Spotify this afternoon announced two more acquisitions in the podcasts market, this time on both the measurement and analytics side of the business. The company is acquiring the podcast measurement service Podsights and the analytics platform Chartable for undisclosed sums.
Measurement and attribution are still two of the biggest, unsolved challenges for podcast advertisers, Spotify explained, which is what it hopes to address with the Podsights acquisition. Initially, Podsights’ technology will be used to help Spotify’s advertisers more accurately measure the impact and actions driven by their podcast ads. Over time, however, Spotify aims to expand the measurement tools to other ad formats, including audio ads within music, video ads and display ads.
Podsights has 40 full-time employees and all will join Spotify as one integrated unit. Spotify says it has no plans to adjust that team at this time.
Chartable, meanwhile, will be another addition to Spotify’s Megaphone, which was recently beefed up with a deal for a comapny called Whooshkaa, which allows radio broadcasters to convert their programming into podcasts. Chartable will integrate its audience insights and its promotional tools, SmartLinks and SmartPromos, with Megaphone so podcasters can learn more about their listener base and grow their business.
After Chartable is fully integrated into Megaphone, Spotify will deprecate the standalone Chartable platform. Until then, however, it will remain available to both new and existing publisher and advertiser clients.
This team is smaller, having only 11 employees, but Spotify isn’t planning to make any immediate changes here, either, it says.
There may be some concern that these previously independent firms will now be in-house at Spotify. But Spotify notes the Podsights team will operate independently from other service functions within Spotify for the foreseeable future in order to maintain trust with its clients, which include podcast brands and agencies.
Spotify’s name has been in the headlines in recent weeks related to its exclusive hosting of Joe Rogan’s podcast, which critics said is helping to spread COVID-19 misinformation. This backlash led several artists, including Neil Young, to pull their music from Spotify’s catalog in protest. But so far, the criticism hasn’t impacted Spotify’s broader plan to invest in podcasts and podcast technology, as it believes the medium has the potential to drive revenue for its business in the longer term.
“We believe we’re still in the early chapters of digital audio and the opportunity for advertising in this space remains significant,” said Dawn Ostroff, chief content & advertising business officer at Spotify, in a statement. “Our acquisitions of podcast technology players Podsights and Chartable are important steps in our pursuit of taking digital audio to the next level, underscoring the powerful impact it delivers for advertisers and publishers, respectively.”
Though Spotify doesn’t tend to immediately disclose the acquisition price for the smaller tech companies it buys, it will often later do so in its SEC filings. For example, Spotify disclosed it acquired the podcast discovery firm Podz, Inc. for €45 million in June 2021 and paid €57 million for Betty Labs, whose tech became Spotify’s live audio platform, Greenroom. Megaphone was one of its larger podcast tech deals at €195 million.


> [Problem to solve]:
Throughout the listing below, copy each line containing "text".

> [Entries provided]:
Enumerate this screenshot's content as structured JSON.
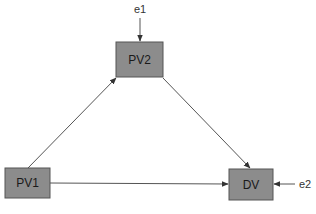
{
  "diagram": {
    "type": "path-diagram",
    "nodes": [
      {
        "id": "PV1",
        "label": "PV1",
        "x": 5,
        "y": 168,
        "w": 45,
        "h": 30
      },
      {
        "id": "PV2",
        "label": "PV2",
        "x": 116,
        "y": 42,
        "w": 47,
        "h": 35
      },
      {
        "id": "DV",
        "label": "DV",
        "x": 229,
        "y": 169,
        "w": 44,
        "h": 31
      }
    ],
    "error_terms": [
      {
        "id": "e1",
        "label": "e1",
        "target": "PV2"
      },
      {
        "id": "e2",
        "label": "e2",
        "target": "DV"
      }
    ],
    "edges": [
      {
        "from": "PV1",
        "to": "PV2"
      },
      {
        "from": "PV2",
        "to": "DV"
      },
      {
        "from": "PV1",
        "to": "DV"
      },
      {
        "from": "e1",
        "to": "PV2"
      },
      {
        "from": "e2",
        "to": "DV"
      }
    ],
    "colors": {
      "node_fill": "#8c8c8c",
      "node_stroke": "#555555",
      "edge": "#555555",
      "text": "#1a1a1a"
    }
  }
}
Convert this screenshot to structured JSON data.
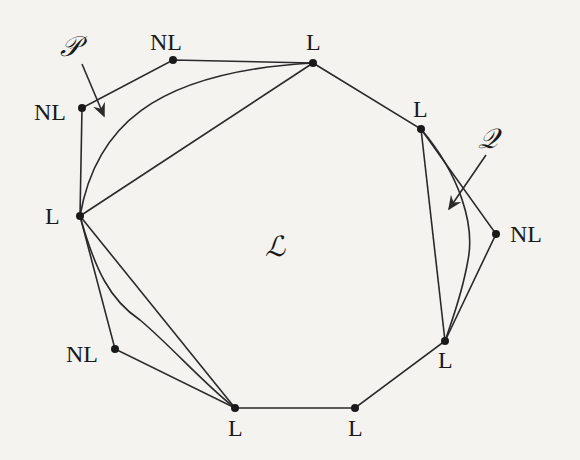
{
  "diagram": {
    "region_label": "ℒ",
    "curve_labels": [
      {
        "name": "P",
        "text": "𝒫"
      },
      {
        "name": "Q",
        "text": "𝒬"
      }
    ],
    "vertices": [
      {
        "id": "v1",
        "label": "NL",
        "x": 173,
        "y": 60
      },
      {
        "id": "v2",
        "label": "L",
        "x": 313,
        "y": 63
      },
      {
        "id": "v3",
        "label": "L",
        "x": 421,
        "y": 129
      },
      {
        "id": "v4",
        "label": "NL",
        "x": 496,
        "y": 234
      },
      {
        "id": "v5",
        "label": "L",
        "x": 445,
        "y": 341
      },
      {
        "id": "v6",
        "label": "L",
        "x": 355,
        "y": 408
      },
      {
        "id": "v7",
        "label": "L",
        "x": 235,
        "y": 408
      },
      {
        "id": "v8",
        "label": "NL",
        "x": 115,
        "y": 349
      },
      {
        "id": "v9",
        "label": "L",
        "x": 80,
        "y": 216
      },
      {
        "id": "v10",
        "label": "NL",
        "x": 82,
        "y": 108
      }
    ],
    "colors": {
      "stroke": "#2a2a2a",
      "text": "#1a1a1a",
      "background": "#f4f3f0"
    }
  }
}
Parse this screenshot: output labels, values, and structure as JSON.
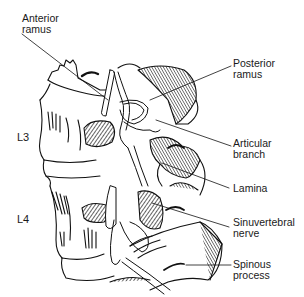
{
  "figure": {
    "vertebra_labels": [
      {
        "id": "l3",
        "text": "L3",
        "x": 17,
        "y": 131
      },
      {
        "id": "l4",
        "text": "L4",
        "x": 17,
        "y": 213
      }
    ],
    "callouts": [
      {
        "id": "anterior-ramus",
        "text": "Anterior\nramus",
        "x": 22,
        "y": 13,
        "line": [
          [
            22,
            34
          ],
          [
            108,
            100
          ]
        ]
      },
      {
        "id": "posterior-ramus",
        "text": "Posterior\nramus",
        "x": 233,
        "y": 58,
        "line": [
          [
            231,
            66
          ],
          [
            150,
            100
          ]
        ]
      },
      {
        "id": "articular-branch",
        "text": "Articular\nbranch",
        "x": 233,
        "y": 138,
        "line": [
          [
            231,
            146
          ],
          [
            156,
            120
          ]
        ]
      },
      {
        "id": "lamina",
        "text": "Lamina",
        "x": 233,
        "y": 183,
        "line": [
          [
            229,
            188
          ],
          [
            162,
            163
          ]
        ]
      },
      {
        "id": "sinuvertebral-nerve",
        "text": "Sinuvertebral\nnerve",
        "x": 233,
        "y": 217,
        "line": [
          [
            229,
            227
          ],
          [
            152,
            203
          ]
        ]
      },
      {
        "id": "spinous-process",
        "text": "Spinous\nprocess",
        "x": 233,
        "y": 259,
        "line": [
          [
            231,
            265
          ],
          [
            186,
            265
          ]
        ]
      }
    ],
    "colors": {
      "ink": "#111111",
      "background": "#ffffff"
    }
  }
}
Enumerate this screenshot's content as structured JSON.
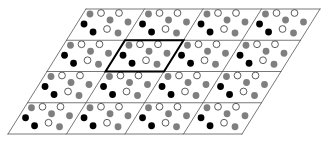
{
  "diagram": {
    "type": "lattice-tiling",
    "grid": {
      "rows": 4,
      "cols": 4,
      "origin_top_left": [
        86,
        9
      ],
      "cell_width": 58.5,
      "cell_height": 31.25,
      "shear": 0.624
    },
    "highlighted_cell": {
      "row": 1,
      "col": 1
    },
    "colors": {
      "line": "#555555",
      "highlight_line": "#000000",
      "gray_atom": "#7f7f7f",
      "black_atom": "#000000",
      "white_atom": "#ffffff",
      "atom_outline": "#333333"
    },
    "atom_radius": 3.4,
    "motif": [
      {
        "type": "gray",
        "u": 7.1,
        "v": 5
      },
      {
        "type": "white",
        "u": 17.5,
        "v": 4
      },
      {
        "type": "white",
        "u": 35.5,
        "v": 4
      },
      {
        "type": "gray",
        "u": 30.9,
        "v": 11
      },
      {
        "type": "gray",
        "u": 50.1,
        "v": 13
      },
      {
        "type": "black",
        "u": 7.4,
        "v": 15
      },
      {
        "type": "white",
        "u": 33.5,
        "v": 20
      },
      {
        "type": "black",
        "u": 21.4,
        "v": 23
      },
      {
        "type": "gray",
        "u": 47.0,
        "v": 24
      }
    ]
  }
}
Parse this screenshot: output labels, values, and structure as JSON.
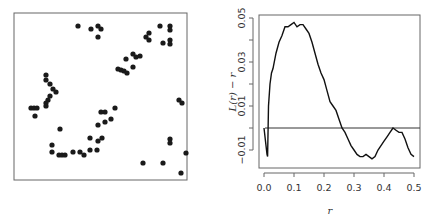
{
  "chart_data": [
    {
      "type": "scatter",
      "title": "",
      "xlabel": "",
      "ylabel": "",
      "axes_visible": false,
      "frame": true,
      "xlim": [
        0,
        1
      ],
      "ylim": [
        0,
        1
      ],
      "points_px": [
        [
          78,
          26
        ],
        [
          91,
          29
        ],
        [
          98,
          26
        ],
        [
          101,
          29
        ],
        [
          98,
          37
        ],
        [
          160,
          26
        ],
        [
          170,
          26
        ],
        [
          170,
          30
        ],
        [
          146,
          37
        ],
        [
          149,
          33
        ],
        [
          149,
          40
        ],
        [
          163,
          43
        ],
        [
          170,
          40
        ],
        [
          170,
          44
        ],
        [
          133,
          54
        ],
        [
          126,
          59
        ],
        [
          136,
          57
        ],
        [
          140,
          56
        ],
        [
          121,
          70
        ],
        [
          124,
          71
        ],
        [
          127,
          73
        ],
        [
          133,
          67
        ],
        [
          118,
          69
        ],
        [
          46,
          75
        ],
        [
          46,
          80
        ],
        [
          50,
          84
        ],
        [
          53,
          89
        ],
        [
          56,
          92
        ],
        [
          50,
          96
        ],
        [
          48,
          100
        ],
        [
          46,
          103
        ],
        [
          46,
          106
        ],
        [
          31,
          108
        ],
        [
          34,
          108
        ],
        [
          37,
          108
        ],
        [
          35,
          116
        ],
        [
          105,
          112
        ],
        [
          115,
          108
        ],
        [
          101,
          112
        ],
        [
          98,
          125
        ],
        [
          105,
          122
        ],
        [
          111,
          119
        ],
        [
          60,
          129
        ],
        [
          90,
          138
        ],
        [
          102,
          138
        ],
        [
          98,
          141
        ],
        [
          90,
          150
        ],
        [
          97,
          150
        ],
        [
          52,
          145
        ],
        [
          52,
          152
        ],
        [
          59,
          155
        ],
        [
          62,
          155
        ],
        [
          65,
          155
        ],
        [
          73,
          152
        ],
        [
          80,
          152
        ],
        [
          84,
          155
        ],
        [
          143,
          163
        ],
        [
          163,
          163
        ],
        [
          181,
          173
        ],
        [
          179,
          100
        ],
        [
          182,
          103
        ],
        [
          170,
          139
        ],
        [
          170,
          143
        ],
        [
          186,
          153
        ]
      ]
    },
    {
      "type": "line",
      "title": "",
      "xlabel": "r",
      "ylabel": "L(r) − r",
      "xlim": [
        0.0,
        0.5
      ],
      "ylim": [
        -0.015,
        0.05
      ],
      "x_ticks": [
        "0.0",
        "0.1",
        "0.2",
        "0.3",
        "0.4",
        "0.5"
      ],
      "y_ticks": [
        "-0.01",
        "0.01",
        "0.03",
        "0.05"
      ],
      "y_minor_ticks": [
        -0.01,
        0.0,
        0.01,
        0.02,
        0.03,
        0.04,
        0.05
      ],
      "reference_line": {
        "y": 0.0,
        "label": "horizontal zero line"
      },
      "series": [
        {
          "name": "L(r) - r",
          "x": [
            0.0,
            0.01,
            0.012,
            0.015,
            0.02,
            0.025,
            0.03,
            0.04,
            0.05,
            0.06,
            0.07,
            0.08,
            0.09,
            0.1,
            0.11,
            0.12,
            0.13,
            0.14,
            0.15,
            0.16,
            0.17,
            0.18,
            0.19,
            0.2,
            0.21,
            0.22,
            0.23,
            0.24,
            0.25,
            0.26,
            0.27,
            0.28,
            0.29,
            0.3,
            0.31,
            0.32,
            0.33,
            0.34,
            0.35,
            0.36,
            0.37,
            0.38,
            0.39,
            0.4,
            0.41,
            0.42,
            0.43,
            0.44,
            0.45,
            0.46,
            0.47,
            0.48,
            0.49,
            0.5
          ],
          "y": [
            0.0,
            -0.012,
            -0.013,
            0.01,
            0.02,
            0.025,
            0.027,
            0.034,
            0.039,
            0.042,
            0.046,
            0.046,
            0.047,
            0.048,
            0.046,
            0.047,
            0.047,
            0.045,
            0.043,
            0.039,
            0.034,
            0.029,
            0.025,
            0.022,
            0.017,
            0.012,
            0.01,
            0.008,
            0.004,
            0.0,
            -0.002,
            -0.005,
            -0.008,
            -0.01,
            -0.012,
            -0.013,
            -0.013,
            -0.012,
            -0.013,
            -0.014,
            -0.013,
            -0.01,
            -0.008,
            -0.006,
            -0.004,
            -0.002,
            0.0,
            -0.001,
            -0.002,
            -0.002,
            -0.005,
            -0.009,
            -0.012,
            -0.013
          ]
        }
      ],
      "grid": false,
      "legend": null
    }
  ],
  "left_plot": {
    "name": "point-pattern"
  },
  "right_plot": {
    "xlabel": "r",
    "ylabel": "L(r) − r",
    "x_tick_labels": [
      "0.0",
      "0.1",
      "0.2",
      "0.3",
      "0.4",
      "0.5"
    ],
    "y_tick_labels": [
      "-0.01",
      "0.01",
      "0.03",
      "0.05"
    ]
  }
}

> [Task result]:
      "text": "#1a1a1a"
        "text": "𝒫"
        "text": "𝒬"
      "text": "#1a1a1a",
        "text": "L3",
        "text": "L4",
        "text": "Anterior\nramus",
        "text": "Posterior\nramus",
        "text": "Articular\nbranch",
        "text": "Lamina",
        "text": "Sinuvertebral\nnerve",
        "text": "Spinous\nprocess",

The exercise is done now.